Mestyla’s forehead pleats around her retracted tusk.
“Isla didn’t murder Svyato, Mestyla. In truth, we’re not certain who did,” Vance says calmly.
A tear trundles down her colorless cheeks.
“I promise to help you find his killer later,” he says. “But first, you need to tell us what happened between you and Ksenia. Why did she kill you?”
Mestyla presses her now-brassy tresses off her wet cheeks. “I came to the capital to meet my uncle. Ksenia convinced me her brother would kill me on sight, though, so I stayed hidden. She promised we’d come out when it was time.
“Tonight, someone knocked on the bunker door and told us it was time. I thought I was going to find Konstantin sitting on one of the sofas.” Mestyla wrings her fingers in her lap. “Ksenia laughed at me when I mentioned this, then explained that I would get to meet him, but not around vodka and canapés. That’s when she explained that she’d tried to make him see reason, but he’d been brainwashed and blinded by a Crow. By it was time , her subordinate meant everyone was in position inside the castle.”
My ears begin to roar with a thunder of my body’s making.
“ Inside …?” I cannot even get the rest of my iteration out.
“Ksenia’s militia infiltrated the castle,” Vance murmurs.
My blood rushes, jumbling the beats of my heart. “How?”
“I heard them speak about an underground railway,” Mestyla says through chattering teeth.
“The inbound tunnel entrance is sealed with a blood-lock.” Vance’s emphasis on ‘inbound’ isn’t lost on me—departure is unrestricted, but entry is rigorously controlled.
The news should ease my trepidation, since blood-locks are intricate protection sigils that must not only contain the spellcaster’s blood but also the blood of those given access to whatever has been sealed away.
“Who possesses a blood-key?” I croak, as lightning flares, bleaching the land and the Serpents.
“From what I heard,” Vance says, “Konstantin and Salom. But there must be others.”
My heartbeats swell so violently that my tongue feels crafted from solid iron.
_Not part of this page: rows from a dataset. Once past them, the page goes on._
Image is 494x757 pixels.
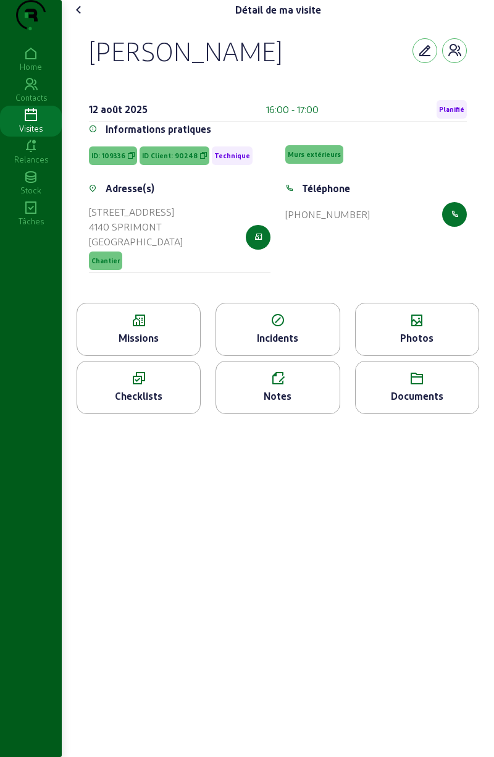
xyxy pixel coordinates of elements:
div: Photos [356,331,479,345]
div: [GEOGRAPHIC_DATA] [89,234,183,249]
div: 16:00 - 17:00 [266,102,319,117]
span: ID: 109336 [91,151,125,160]
div: Informations pratiques [106,122,211,137]
div: Téléphone [302,181,350,196]
span: Planifié [439,105,465,114]
span: Technique [214,151,250,160]
div: [PHONE_NUMBER] [285,207,370,222]
div: Checklists [77,389,200,404]
div: 12 août 2025 [89,102,148,117]
span: ID Client: 90248 [142,151,198,160]
div: Adresse(s) [106,181,154,196]
div: Documents [356,389,479,404]
span: Chantier [91,256,120,265]
div: [STREET_ADDRESS] [89,205,183,219]
div: 4140 SPRIMONT [89,219,183,234]
div: Notes [216,389,339,404]
div: Détail de ma visite [235,2,321,17]
div: Incidents [216,331,339,345]
div: [PERSON_NAME] [89,35,282,67]
div: Missions [77,331,200,345]
span: Murs extérieurs [288,150,341,159]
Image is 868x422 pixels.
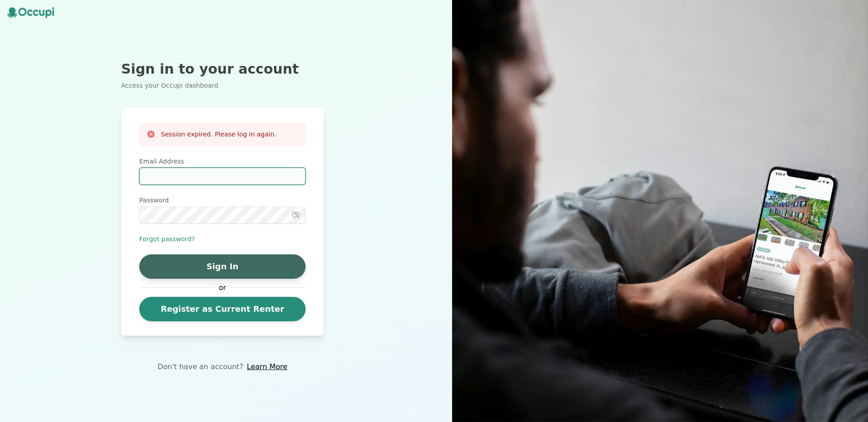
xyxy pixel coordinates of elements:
[139,297,305,322] a: Register as Current Renter
[157,361,243,373] p: Don't have an account?
[214,283,231,294] span: or
[161,129,276,139] h3: Session expired. Please log in again.
[247,361,287,373] a: Learn More
[139,156,305,166] label: Email Address
[139,255,305,279] button: Sign In
[121,61,323,77] h2: Sign in to your account
[139,196,305,205] label: Password
[139,235,195,243] button: Forgot password?
[121,81,323,90] p: Access your Occupi dashboard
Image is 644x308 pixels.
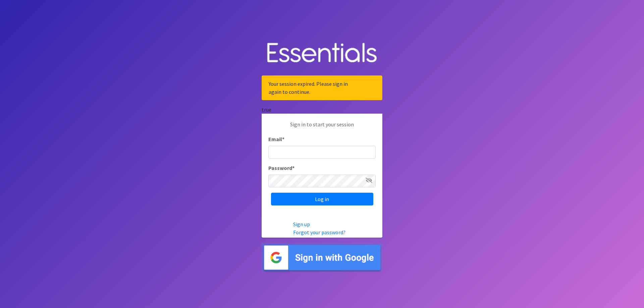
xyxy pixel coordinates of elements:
input: Log in [271,193,373,205]
a: Forgot your password? [293,229,345,236]
img: Human Essentials [262,36,382,71]
label: Email [268,135,284,143]
abbr: required [282,136,284,142]
div: true [262,106,382,113]
abbr: required [292,164,294,171]
a: Sign up [293,221,310,227]
label: Password [268,164,294,172]
img: Sign in with Google [262,243,382,272]
div: Your session expired. Please sign in again to continue. [262,76,382,100]
p: Sign in to start your session [268,120,376,135]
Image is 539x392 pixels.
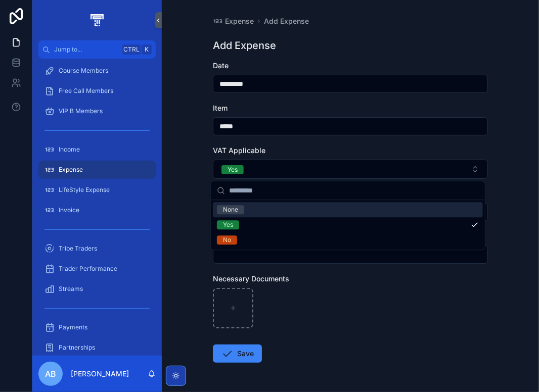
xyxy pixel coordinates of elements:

Dádhi said Salom wasn’t the enemy—what if he was wrong?
As theories coalesce in my skull, I swirl toward the castle that glows yellow against the polar night’s blueness and the storm’s whiteness.
Both trains had departed the castle this afternoon—Ilya on one, Milana on the other.
Were brother and mother part of Ksenia’s coup?
Did they possess a blood-key?
Had they boarded the trains in order to collect rebels and transfer them into the belly of the castle?